Come watch vintage Amstel Gold with us
Welcome back to week five of Classic Classics. This week’s race is Amstel Gold Race, and we’ll gather to watch it on Sunday, 19 April at 8 am Pacific time (that’s 11 am Eastern, 4pm CET).
The concept, as always, is a simple one: open this page just before the start time, click play at exactly 8am Pacific, and watch the race with us here or on Twitter using the hashtag #ClassicClassics
If you took a bowl of spaghetti and threw it at a road map of the Limburg area of the Netherlands, you would end up with something that looks a lot like the course for Amstel Gold Race. A typical Amstel Gold course has more twists and turns than the most overly plotted pulp fiction. The 1994 edition ran 250 kilometers from Heerlen to Maastricht and included 25 hellingen, the sharp, hellish climbs that give the race its distinctive character.
Relative to its neighbors on the calendar, Amstel Gold is a baby-faced newcomer. The oldest of cycling’s five monuments, Liège-Bastogne-Liège, dates from 1892. The first edition of Amstel Gold Race ran in 1966. It was a monster by modern standards at 302 kilometers. France’s Jean Stablinski won that first one, and just 30 riders finished out of 120 starters. The race gained in prominence when Eddy Merckx showed up and won in 1973, after finally finagling enough start money out of the organizers. Merckx won again in 1975.
If the course is notable for its u-turns, the race is a wildcard for outcomes, too. Both climbers and cobbles specialists have won it, and Amstel Gold occupies a transitional spot on the calendar. Wave farewell to the wind-scoured cobbled races. Look ahead to the longer climbs of Liège-Bastogne-Liège, and farther still to the high mountains of Italy and France.
The record for most victories at Amstel Gold belongs to Dutch rider Jan Raas, who won on five occasions. The son of a farmer, Raas won a world title, three of cycling’s five monuments — Milano-Sanremo, Ronde van Vlaanderen, and Paris-Roubaix — and ten stages of the Tour de France. Raas didn’t consider himself a climber, but he could grind through the hellingen at Amstel Gold, which gives you an idea of what this race is about.
In truth, the winner’s list of Amstel Gold is the mixed nuts of cycling’s chocolate box. Bernard Hinault, Walter Planckaert, Fränk Schleck, Roman Kreuziger, Danilo DiLuca, Alexander Vinokourov, and Philippe Gilbert all have this race in common. None of these kids is all that much like the other one.
The 1994 season opened with a breakaway winner at Milano-Sanremo. Giorgio Furlan, riding for Gewiss-Ballan held off the field by 24 seconds. Mario Cipollini won the bunch sprint for second. The Ronde van Vlaanderen finished with a four-up sprint that included Gianni Bugno, Johann Museeuw, Andrei Tchmil, and Franco Ballerini. Bugno took that one right on the line.
One of the best editions of Paris-Roubaix in recent memory also took place in 1994. Andrei Tchmil won a dramatic solo victory ahead of Fabio Baldato and Ballerini. Tchmil had more than a minute in hand at the finish. If you’re only going to win Paris-Roubaix once as Tchmil did, best to do it in style.
The 1994 startlist for Amstel Gold included a characteristically diverse bunch. The lineup at Heerlen included: Bjarne Riis, Ivan Gotti, Davide Rebellin, Richard Virenque, Claudio Chiapucci, and Johann Museeuw. Try if you can, to guess the winner out of that list of names. Yes, yes, you are probably smart and have all these things memorized. Don’t spoil it for the rest of us less smart people!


- [HOW TO COMPLETE THIS TASK] All the data beneath this line is to be reproduced exactly.

*** Opening of RECORDS TO PROCESS ***

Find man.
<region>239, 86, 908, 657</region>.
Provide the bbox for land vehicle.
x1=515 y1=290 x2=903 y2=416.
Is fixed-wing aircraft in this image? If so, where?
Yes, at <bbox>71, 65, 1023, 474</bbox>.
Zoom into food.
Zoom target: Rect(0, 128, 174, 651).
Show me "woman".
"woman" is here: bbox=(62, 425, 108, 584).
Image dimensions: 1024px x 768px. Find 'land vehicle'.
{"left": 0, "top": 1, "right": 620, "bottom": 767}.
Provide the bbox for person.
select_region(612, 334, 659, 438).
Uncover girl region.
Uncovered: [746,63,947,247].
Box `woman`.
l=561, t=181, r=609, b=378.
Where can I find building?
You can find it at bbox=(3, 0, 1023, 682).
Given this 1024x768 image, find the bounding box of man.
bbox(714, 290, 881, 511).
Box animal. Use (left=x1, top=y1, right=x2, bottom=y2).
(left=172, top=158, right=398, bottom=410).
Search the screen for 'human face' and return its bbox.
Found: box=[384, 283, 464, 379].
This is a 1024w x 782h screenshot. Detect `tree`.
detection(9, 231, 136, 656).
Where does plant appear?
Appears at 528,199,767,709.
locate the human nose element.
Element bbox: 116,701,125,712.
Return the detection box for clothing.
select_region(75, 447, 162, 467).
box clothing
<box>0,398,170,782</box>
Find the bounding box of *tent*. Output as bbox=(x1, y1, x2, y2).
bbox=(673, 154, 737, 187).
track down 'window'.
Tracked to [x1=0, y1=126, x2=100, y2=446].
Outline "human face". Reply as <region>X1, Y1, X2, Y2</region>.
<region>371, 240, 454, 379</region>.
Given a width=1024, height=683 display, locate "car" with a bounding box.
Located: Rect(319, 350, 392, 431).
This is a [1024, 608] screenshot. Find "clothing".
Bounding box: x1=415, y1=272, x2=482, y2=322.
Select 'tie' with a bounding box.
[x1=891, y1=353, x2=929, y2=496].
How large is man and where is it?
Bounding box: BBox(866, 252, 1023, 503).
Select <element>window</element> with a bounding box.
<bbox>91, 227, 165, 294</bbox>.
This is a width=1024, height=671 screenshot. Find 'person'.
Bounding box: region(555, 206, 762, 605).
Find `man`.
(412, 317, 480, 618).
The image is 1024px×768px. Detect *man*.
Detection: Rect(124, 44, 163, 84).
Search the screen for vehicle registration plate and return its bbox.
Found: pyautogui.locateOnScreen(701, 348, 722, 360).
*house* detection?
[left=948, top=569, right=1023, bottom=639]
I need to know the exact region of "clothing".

*** Close of RECORDS TO PROCESS ***

- [REPLY]
Find man.
<region>239, 86, 908, 657</region>.
Provide the bbox for land vehicle.
x1=515 y1=290 x2=903 y2=416.
Is fixed-wing aircraft in this image? If so, where?
Yes, at <bbox>71, 65, 1023, 474</bbox>.
Zoom into food.
Zoom target: Rect(0, 128, 174, 651).
Show me "woman".
"woman" is here: bbox=(62, 425, 108, 584).
Image dimensions: 1024px x 768px. Find 'land vehicle'.
{"left": 0, "top": 1, "right": 620, "bottom": 767}.
Provide the bbox for person.
select_region(612, 334, 659, 438).
Uncover girl region.
Uncovered: [746,63,947,247].
Box `woman`.
l=561, t=181, r=609, b=378.
Where can I find building?
You can find it at bbox=(3, 0, 1023, 682).
Given this 1024x768 image, find the bounding box of man.
bbox(714, 290, 881, 511).
Box animal. Use (left=x1, top=y1, right=x2, bottom=y2).
(left=172, top=158, right=398, bottom=410).
Search the screen for 'human face' and return its bbox.
Found: box=[384, 283, 464, 379].
This is a 1024w x 782h screenshot. Detect `tree`.
detection(9, 231, 136, 656).
Where does plant appear?
Appears at 528,199,767,709.
locate the human nose element.
Element bbox: 116,701,125,712.
Return the detection box for clothing.
select_region(75, 447, 162, 467).
box clothing
<box>0,398,170,782</box>
Find the bounding box of *tent*. Output as bbox=(x1, y1, x2, y2).
bbox=(673, 154, 737, 187).
track down 'window'.
Tracked to [x1=0, y1=126, x2=100, y2=446].
Outline "human face". Reply as <region>X1, Y1, X2, Y2</region>.
<region>371, 240, 454, 379</region>.
Given a width=1024, height=683 display, locate "car" with a bounding box.
Located: Rect(319, 350, 392, 431).
This is a [1024, 608] screenshot. Find "clothing".
Bounding box: x1=415, y1=272, x2=482, y2=322.
Select 'tie' with a bounding box.
[x1=891, y1=353, x2=929, y2=496].
How large is man and where is it?
Bounding box: BBox(866, 252, 1023, 503).
Select <element>window</element> with a bounding box.
<bbox>91, 227, 165, 294</bbox>.
This is a width=1024, height=671 screenshot. Find 'person'.
Bounding box: region(555, 206, 762, 605).
Find `man`.
(412, 317, 480, 618).
The image is 1024px×768px. Detect *man*.
Detection: Rect(124, 44, 163, 84).
Search the screen for vehicle registration plate and return its bbox.
Found: pyautogui.locateOnScreen(701, 348, 722, 360).
*house* detection?
[left=948, top=569, right=1023, bottom=639]
I need to know the exact region of "clothing".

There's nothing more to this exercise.